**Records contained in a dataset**

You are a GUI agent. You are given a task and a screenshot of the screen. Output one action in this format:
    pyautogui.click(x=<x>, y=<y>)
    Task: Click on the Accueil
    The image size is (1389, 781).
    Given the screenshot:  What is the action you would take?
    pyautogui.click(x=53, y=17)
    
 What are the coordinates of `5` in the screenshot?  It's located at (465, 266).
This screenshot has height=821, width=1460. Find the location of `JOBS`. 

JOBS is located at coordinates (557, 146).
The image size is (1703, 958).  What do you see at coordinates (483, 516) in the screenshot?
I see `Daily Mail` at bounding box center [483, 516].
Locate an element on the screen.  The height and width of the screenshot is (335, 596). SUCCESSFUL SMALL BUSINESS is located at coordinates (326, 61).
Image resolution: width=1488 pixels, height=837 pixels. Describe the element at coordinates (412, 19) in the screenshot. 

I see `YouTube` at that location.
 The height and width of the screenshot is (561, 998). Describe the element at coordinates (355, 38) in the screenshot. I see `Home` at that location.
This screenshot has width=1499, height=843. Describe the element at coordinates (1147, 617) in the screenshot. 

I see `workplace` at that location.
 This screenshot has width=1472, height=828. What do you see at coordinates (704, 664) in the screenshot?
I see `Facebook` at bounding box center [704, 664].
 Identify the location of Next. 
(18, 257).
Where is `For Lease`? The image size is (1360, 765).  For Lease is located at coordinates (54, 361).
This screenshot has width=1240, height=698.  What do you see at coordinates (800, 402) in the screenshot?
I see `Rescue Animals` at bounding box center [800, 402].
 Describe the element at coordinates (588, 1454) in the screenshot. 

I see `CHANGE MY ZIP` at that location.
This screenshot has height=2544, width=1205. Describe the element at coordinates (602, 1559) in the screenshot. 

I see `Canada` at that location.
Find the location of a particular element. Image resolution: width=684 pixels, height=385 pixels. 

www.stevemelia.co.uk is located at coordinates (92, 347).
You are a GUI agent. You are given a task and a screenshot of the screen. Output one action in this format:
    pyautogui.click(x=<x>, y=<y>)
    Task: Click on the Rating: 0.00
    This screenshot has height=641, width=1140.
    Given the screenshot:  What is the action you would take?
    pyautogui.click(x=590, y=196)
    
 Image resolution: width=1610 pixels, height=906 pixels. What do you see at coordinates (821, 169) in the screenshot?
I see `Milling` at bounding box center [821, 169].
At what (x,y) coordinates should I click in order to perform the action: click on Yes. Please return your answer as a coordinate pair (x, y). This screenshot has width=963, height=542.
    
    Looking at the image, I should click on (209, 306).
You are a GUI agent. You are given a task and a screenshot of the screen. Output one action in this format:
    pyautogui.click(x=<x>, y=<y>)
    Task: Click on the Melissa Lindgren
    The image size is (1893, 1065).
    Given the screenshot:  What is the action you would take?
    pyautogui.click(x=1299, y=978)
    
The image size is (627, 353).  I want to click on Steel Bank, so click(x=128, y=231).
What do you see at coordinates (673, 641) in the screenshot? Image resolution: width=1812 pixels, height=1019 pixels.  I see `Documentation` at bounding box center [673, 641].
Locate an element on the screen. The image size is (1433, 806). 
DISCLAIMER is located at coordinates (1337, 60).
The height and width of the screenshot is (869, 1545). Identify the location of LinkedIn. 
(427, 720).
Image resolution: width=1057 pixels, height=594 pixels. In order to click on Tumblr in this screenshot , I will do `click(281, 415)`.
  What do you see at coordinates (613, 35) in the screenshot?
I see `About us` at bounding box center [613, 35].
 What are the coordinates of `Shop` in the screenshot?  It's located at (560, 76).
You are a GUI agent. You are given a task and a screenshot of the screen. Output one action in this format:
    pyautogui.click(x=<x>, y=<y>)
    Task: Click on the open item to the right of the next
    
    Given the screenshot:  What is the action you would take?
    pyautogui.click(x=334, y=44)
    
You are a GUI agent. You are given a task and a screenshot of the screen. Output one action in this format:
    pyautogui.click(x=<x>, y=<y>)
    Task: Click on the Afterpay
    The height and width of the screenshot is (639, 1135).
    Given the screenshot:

**Exercise brief**
Produce only the lines from the line containing "The image size is (1893, 1065)." through the line containing "What do you see at coordinates (673, 641)", inclusive of both, exactly as they stand in the entries above.

**Reply to the exercise**
    The image size is (1893, 1065).
    Given the screenshot:  What is the action you would take?
    pyautogui.click(x=1299, y=978)
    
The image size is (627, 353).  I want to click on Steel Bank, so click(x=128, y=231).
What do you see at coordinates (673, 641) in the screenshot? Image resolution: width=1812 pixels, height=1019 pixels.  I see `Documentation` at bounding box center [673, 641].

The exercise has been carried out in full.